The Proverbs 31 Woman, explained
Proverbs 31:10–31 — the 'eshet chayil' (woman of valor), verse by verse.
Proverbs 31:10–31 is one of the most quoted — and most misread — passages in the Bible. Read as a checklist, it crushes. Read as it was written — a 22-verse Hebrew acrostic celebrating wisdom personified in everyday life — it sings. In many Jewish homes it is sung to the women at the Friday-night Shabbat table as a blessing, not a performance review.
What's the season you're in?
The setup: a mother teaches her son (vv. 1–9)
Before the famous poem, King Lemuel records words 'his mother taught him' (v. 1): don't waste your strength on women who destroy kings, don't drown sorrow in wine, and 'open your mouth for the mute, for the rights of all who are destitute' (vv. 8–9). The Proverbs 31 woman appears in this context: this is what a wise mother tells her son to look for, and what wisdom looks like lived out.
An acrostic in praise of wisdom (vv. 10–31)
Each verse begins with a successive letter of the Hebrew aleph-bet — aleph through tav — a literary form used elsewhere for praise (e.g. Psalm 119). The acrostic frame signals: this is a hymn, not a job description. Hebrew acrostics often celebrate something the writer believes covers 'everything from A to Z.'
Verses 10–12 — Trust
'An eshet chayil who can find?' Her worth is 'far above jewels.' Her husband 'trusts in her' — a relationship of reliability, not surveillance. She does him good 'all the days of her life,' not just on the good days.
Verses 13–19 — Work
She sources wool and flax, brings food 'from afar' like a merchant ship, rises before dawn to feed her household, evaluates a field and buys it, plants a vineyard from her own earnings, and works with strong arms. This is not a fragile ornament; this is a working woman with capital, judgment, and stamina.
Verses 20–22 — Generosity and dignity
She 'opens her hand to the poor and reaches out her hands to the needy' (v. 20). Her household is not afraid of winter because she has prepared. She makes coverings for herself and her family — beauty and dignity are part of the picture, not opposed to it.
Verses 23–27 — Influence
Her husband is respected at the city gates (where business and justice happened). She makes linen garments and sells them; she 'laughs at the time to come' because she has prepared wisely. 'She opens her mouth with wisdom, and the teaching of kindness is on her tongue' — her speech is the visible fruit of her inner life.
Verses 28–31 — The summary
'Her children rise up and call her blessed; her husband also, and he praises her.' The climax is verse 30: 'Charm is deceitful and beauty is vain, but a woman who fears the LORD is to be praised.' Everything before this verse is the evidence; this verse is the thesis.
Reading it well today
- It is a hymn, not a homework assignment. Don't measure your week against verse 18.
- It celebrates wisdom in ordinary life: work, money, speech, generosity, and reverence.
- Both women and men are invited to embody these traits.
- In Jewish practice, husbands sing it to their wives on Shabbat — a weekly blessing, not pressure.
- Verse 30 is the lens for every other verse: 'the fear of the LORD' is what makes the rest sustainable.
Read one chapter of Proverbs a day for 31 days.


◆ **Requirement**:
Which of the lines below include "cell"? Each one should be copied out.

◆ ◆ ◆ ◆ ◆

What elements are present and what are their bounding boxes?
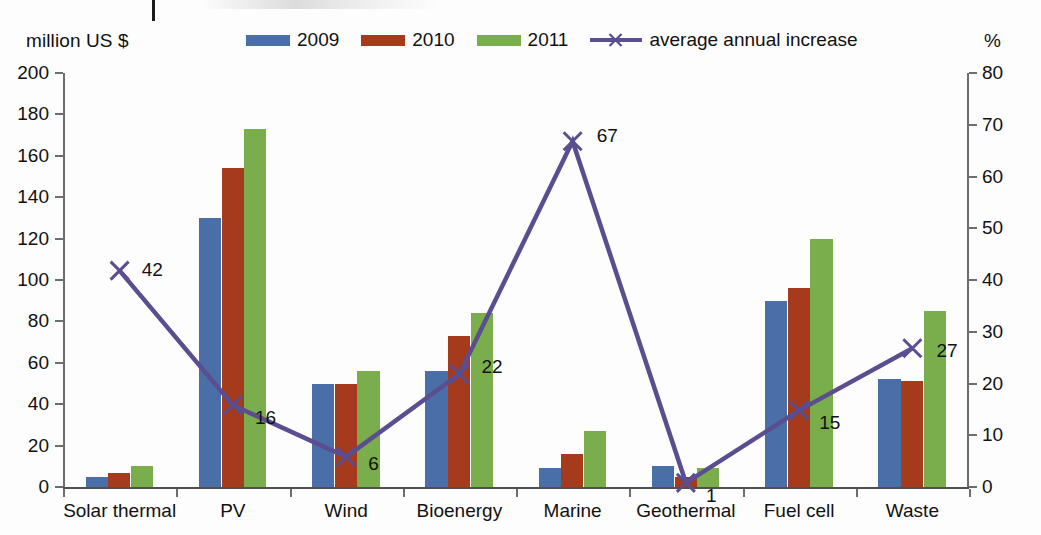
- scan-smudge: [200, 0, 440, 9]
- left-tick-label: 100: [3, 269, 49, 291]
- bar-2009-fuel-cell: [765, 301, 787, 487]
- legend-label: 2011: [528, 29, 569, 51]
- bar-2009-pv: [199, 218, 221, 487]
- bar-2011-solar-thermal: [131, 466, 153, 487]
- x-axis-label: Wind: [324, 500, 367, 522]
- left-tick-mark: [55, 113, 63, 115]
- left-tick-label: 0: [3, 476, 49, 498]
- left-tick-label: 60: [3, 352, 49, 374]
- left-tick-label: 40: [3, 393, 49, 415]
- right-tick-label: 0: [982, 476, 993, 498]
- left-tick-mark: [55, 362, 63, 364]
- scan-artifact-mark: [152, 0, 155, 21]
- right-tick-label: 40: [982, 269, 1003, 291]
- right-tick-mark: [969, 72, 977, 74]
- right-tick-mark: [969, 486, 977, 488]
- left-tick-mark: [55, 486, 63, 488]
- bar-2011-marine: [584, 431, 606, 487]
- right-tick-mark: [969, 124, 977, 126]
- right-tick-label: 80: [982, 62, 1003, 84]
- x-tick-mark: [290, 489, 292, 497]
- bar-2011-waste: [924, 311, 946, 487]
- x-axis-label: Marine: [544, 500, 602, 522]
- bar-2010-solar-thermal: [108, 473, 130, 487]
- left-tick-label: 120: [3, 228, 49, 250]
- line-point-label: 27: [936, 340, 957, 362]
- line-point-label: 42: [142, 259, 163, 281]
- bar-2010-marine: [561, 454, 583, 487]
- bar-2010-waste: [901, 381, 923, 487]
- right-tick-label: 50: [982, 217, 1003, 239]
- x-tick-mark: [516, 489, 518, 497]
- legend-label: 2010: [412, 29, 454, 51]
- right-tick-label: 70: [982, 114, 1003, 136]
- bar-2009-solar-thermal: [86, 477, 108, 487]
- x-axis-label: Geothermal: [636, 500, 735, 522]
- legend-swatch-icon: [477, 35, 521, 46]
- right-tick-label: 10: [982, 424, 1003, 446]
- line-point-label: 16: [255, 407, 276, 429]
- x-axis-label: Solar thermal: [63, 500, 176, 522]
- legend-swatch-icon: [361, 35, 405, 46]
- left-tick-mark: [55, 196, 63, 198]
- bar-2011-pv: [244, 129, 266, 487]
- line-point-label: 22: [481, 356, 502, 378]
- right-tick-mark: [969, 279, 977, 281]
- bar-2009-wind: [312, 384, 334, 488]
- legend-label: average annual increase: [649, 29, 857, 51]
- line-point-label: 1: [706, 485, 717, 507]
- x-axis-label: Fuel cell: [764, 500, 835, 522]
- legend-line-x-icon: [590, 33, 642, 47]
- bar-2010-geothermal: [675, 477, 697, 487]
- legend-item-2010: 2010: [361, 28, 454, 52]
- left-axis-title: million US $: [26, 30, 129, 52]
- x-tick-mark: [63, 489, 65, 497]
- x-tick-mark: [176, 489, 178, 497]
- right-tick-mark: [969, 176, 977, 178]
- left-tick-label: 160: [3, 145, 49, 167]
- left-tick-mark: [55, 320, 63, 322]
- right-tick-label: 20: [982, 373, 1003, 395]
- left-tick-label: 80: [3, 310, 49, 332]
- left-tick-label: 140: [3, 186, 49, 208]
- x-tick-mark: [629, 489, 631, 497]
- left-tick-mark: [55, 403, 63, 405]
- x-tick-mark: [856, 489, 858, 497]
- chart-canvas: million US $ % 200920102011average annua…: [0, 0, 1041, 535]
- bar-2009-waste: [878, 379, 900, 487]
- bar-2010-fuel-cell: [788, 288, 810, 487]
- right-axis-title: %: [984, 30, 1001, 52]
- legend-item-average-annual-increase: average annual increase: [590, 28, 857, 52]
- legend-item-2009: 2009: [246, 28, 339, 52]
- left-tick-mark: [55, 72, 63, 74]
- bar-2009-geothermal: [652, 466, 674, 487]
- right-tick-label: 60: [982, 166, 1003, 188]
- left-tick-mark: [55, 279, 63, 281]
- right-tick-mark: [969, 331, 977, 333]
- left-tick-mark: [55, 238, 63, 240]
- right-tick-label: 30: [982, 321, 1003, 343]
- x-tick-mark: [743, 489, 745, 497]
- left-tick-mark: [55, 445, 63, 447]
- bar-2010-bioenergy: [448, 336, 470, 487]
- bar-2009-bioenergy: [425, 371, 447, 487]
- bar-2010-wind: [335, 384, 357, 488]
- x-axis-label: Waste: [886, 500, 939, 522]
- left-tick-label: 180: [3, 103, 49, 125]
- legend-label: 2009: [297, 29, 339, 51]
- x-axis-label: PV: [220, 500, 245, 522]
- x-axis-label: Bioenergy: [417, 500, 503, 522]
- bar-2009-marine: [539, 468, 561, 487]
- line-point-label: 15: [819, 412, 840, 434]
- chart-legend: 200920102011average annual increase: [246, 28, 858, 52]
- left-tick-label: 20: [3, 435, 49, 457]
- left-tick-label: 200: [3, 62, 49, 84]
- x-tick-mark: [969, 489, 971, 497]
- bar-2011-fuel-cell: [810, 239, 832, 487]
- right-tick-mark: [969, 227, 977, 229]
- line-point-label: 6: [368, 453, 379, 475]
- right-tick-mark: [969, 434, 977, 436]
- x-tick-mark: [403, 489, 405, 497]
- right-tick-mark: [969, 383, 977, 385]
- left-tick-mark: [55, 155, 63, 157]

◆ ◆ ◆ ◆ ◆

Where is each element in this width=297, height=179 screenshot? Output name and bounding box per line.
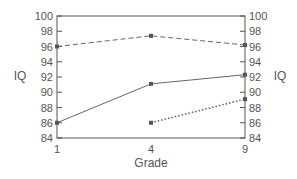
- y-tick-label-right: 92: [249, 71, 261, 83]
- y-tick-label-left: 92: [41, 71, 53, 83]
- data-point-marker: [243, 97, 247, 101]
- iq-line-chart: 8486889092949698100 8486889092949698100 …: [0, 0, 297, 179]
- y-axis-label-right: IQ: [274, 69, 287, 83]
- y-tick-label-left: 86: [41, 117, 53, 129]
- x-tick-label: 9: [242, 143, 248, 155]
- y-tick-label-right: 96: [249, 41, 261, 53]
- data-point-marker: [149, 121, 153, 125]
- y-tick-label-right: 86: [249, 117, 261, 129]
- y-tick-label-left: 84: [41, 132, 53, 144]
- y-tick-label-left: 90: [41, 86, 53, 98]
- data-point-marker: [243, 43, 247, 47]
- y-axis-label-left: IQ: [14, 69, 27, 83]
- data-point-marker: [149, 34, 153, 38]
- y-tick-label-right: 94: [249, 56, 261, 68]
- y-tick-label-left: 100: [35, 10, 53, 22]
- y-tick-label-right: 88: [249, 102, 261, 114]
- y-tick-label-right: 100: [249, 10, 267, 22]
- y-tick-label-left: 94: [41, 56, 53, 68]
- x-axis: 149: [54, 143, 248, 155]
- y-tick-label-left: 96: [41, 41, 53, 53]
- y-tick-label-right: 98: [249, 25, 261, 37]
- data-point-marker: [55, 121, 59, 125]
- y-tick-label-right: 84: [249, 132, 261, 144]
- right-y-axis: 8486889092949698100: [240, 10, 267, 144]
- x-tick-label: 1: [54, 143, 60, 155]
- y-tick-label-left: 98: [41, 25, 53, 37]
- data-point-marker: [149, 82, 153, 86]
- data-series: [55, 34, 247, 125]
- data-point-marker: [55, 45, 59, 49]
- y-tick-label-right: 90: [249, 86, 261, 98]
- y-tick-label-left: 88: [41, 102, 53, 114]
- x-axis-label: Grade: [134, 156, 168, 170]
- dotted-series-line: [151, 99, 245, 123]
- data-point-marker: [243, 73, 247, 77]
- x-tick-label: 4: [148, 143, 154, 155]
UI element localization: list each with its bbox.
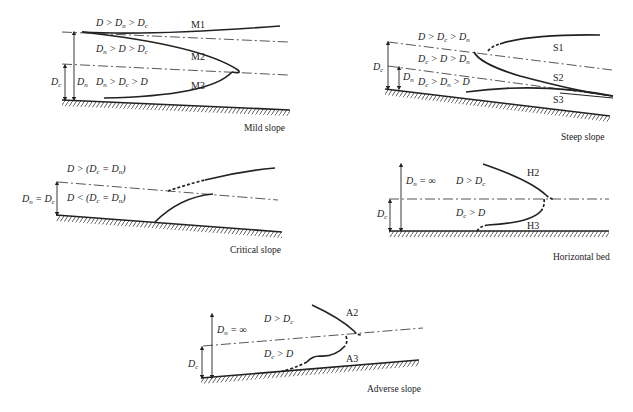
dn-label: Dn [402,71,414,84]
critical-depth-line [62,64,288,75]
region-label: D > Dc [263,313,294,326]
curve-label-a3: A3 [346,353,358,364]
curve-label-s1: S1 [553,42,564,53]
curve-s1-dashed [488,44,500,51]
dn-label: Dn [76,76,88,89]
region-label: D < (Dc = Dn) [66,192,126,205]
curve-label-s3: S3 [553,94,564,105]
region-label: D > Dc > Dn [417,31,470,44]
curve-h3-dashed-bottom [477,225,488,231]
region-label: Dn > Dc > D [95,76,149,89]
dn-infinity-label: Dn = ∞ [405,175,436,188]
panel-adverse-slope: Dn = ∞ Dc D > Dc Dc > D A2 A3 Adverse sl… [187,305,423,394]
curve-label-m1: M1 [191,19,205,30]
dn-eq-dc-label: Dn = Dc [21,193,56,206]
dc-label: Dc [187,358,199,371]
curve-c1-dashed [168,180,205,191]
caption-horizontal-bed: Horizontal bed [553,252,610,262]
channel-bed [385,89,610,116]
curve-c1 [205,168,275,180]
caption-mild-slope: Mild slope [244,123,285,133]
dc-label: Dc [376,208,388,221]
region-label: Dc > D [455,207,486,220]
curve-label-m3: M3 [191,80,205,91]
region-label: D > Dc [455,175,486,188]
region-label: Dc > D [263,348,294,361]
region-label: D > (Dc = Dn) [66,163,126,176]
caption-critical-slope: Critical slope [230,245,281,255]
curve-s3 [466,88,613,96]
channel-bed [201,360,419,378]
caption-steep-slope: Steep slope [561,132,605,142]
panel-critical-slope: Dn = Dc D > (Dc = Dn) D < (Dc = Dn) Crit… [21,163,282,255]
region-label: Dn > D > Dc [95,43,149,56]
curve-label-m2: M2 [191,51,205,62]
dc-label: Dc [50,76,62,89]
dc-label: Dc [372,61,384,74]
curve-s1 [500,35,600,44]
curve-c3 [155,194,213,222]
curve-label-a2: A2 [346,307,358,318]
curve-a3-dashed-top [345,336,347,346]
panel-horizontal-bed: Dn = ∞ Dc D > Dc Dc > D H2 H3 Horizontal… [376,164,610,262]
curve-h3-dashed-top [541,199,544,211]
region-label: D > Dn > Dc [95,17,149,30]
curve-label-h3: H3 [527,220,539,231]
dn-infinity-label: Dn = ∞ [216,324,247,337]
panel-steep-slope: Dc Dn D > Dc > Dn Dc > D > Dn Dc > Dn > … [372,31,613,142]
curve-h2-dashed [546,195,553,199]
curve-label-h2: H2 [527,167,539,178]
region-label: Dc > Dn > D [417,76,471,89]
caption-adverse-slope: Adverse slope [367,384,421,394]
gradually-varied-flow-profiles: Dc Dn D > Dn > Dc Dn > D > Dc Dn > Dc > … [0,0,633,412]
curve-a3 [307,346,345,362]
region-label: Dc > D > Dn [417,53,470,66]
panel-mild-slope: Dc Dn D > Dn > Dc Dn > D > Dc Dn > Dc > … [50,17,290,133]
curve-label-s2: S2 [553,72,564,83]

◆ ◆ ◆ ◆ ◆

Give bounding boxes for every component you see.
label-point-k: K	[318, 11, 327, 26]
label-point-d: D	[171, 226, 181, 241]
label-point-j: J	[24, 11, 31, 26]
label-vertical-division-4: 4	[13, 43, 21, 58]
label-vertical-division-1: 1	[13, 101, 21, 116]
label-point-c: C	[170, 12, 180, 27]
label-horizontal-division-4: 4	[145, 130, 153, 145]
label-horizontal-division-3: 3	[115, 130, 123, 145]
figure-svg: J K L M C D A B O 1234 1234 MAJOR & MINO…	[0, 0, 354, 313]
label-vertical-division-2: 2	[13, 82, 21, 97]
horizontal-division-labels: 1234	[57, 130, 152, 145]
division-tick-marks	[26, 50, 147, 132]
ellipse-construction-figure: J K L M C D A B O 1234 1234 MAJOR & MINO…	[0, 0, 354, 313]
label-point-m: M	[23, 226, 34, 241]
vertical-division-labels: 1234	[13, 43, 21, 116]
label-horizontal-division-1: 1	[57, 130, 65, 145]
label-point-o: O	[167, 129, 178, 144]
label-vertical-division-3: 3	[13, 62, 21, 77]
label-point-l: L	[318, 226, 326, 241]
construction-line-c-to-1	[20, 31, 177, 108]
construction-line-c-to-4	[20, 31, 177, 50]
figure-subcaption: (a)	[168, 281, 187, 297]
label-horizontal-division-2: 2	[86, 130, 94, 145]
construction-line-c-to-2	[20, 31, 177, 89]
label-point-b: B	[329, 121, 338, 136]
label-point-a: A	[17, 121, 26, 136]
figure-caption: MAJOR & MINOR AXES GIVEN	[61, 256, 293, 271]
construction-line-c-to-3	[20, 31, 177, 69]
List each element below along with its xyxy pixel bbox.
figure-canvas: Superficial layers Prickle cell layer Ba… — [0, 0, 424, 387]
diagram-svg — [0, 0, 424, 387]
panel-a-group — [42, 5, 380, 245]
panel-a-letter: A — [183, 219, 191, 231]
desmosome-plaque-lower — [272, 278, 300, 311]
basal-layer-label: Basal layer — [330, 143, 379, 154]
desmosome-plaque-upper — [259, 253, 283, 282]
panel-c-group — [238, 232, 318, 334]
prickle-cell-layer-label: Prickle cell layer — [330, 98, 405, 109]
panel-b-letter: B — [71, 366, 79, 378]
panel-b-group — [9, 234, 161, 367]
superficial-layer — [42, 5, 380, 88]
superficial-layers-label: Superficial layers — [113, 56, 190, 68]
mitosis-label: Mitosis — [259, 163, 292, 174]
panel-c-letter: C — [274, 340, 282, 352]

◆ ◆ ◆ ◆ ◆

◆ **Result of the task**:
- bar-2009-fuel-cell: [765, 301, 787, 487]
- x-axis-label: Fuel cell: [764, 500, 835, 522]
- bar-2010-fuel-cell: [788, 288, 810, 487]
- bar-2011-fuel-cell: [810, 239, 832, 487]
figure-canvas: Superficial layers Prickle cell layer Ba… — [0, 0, 424, 387]
prickle-cell-layer-label: Prickle cell layer — [330, 98, 405, 109]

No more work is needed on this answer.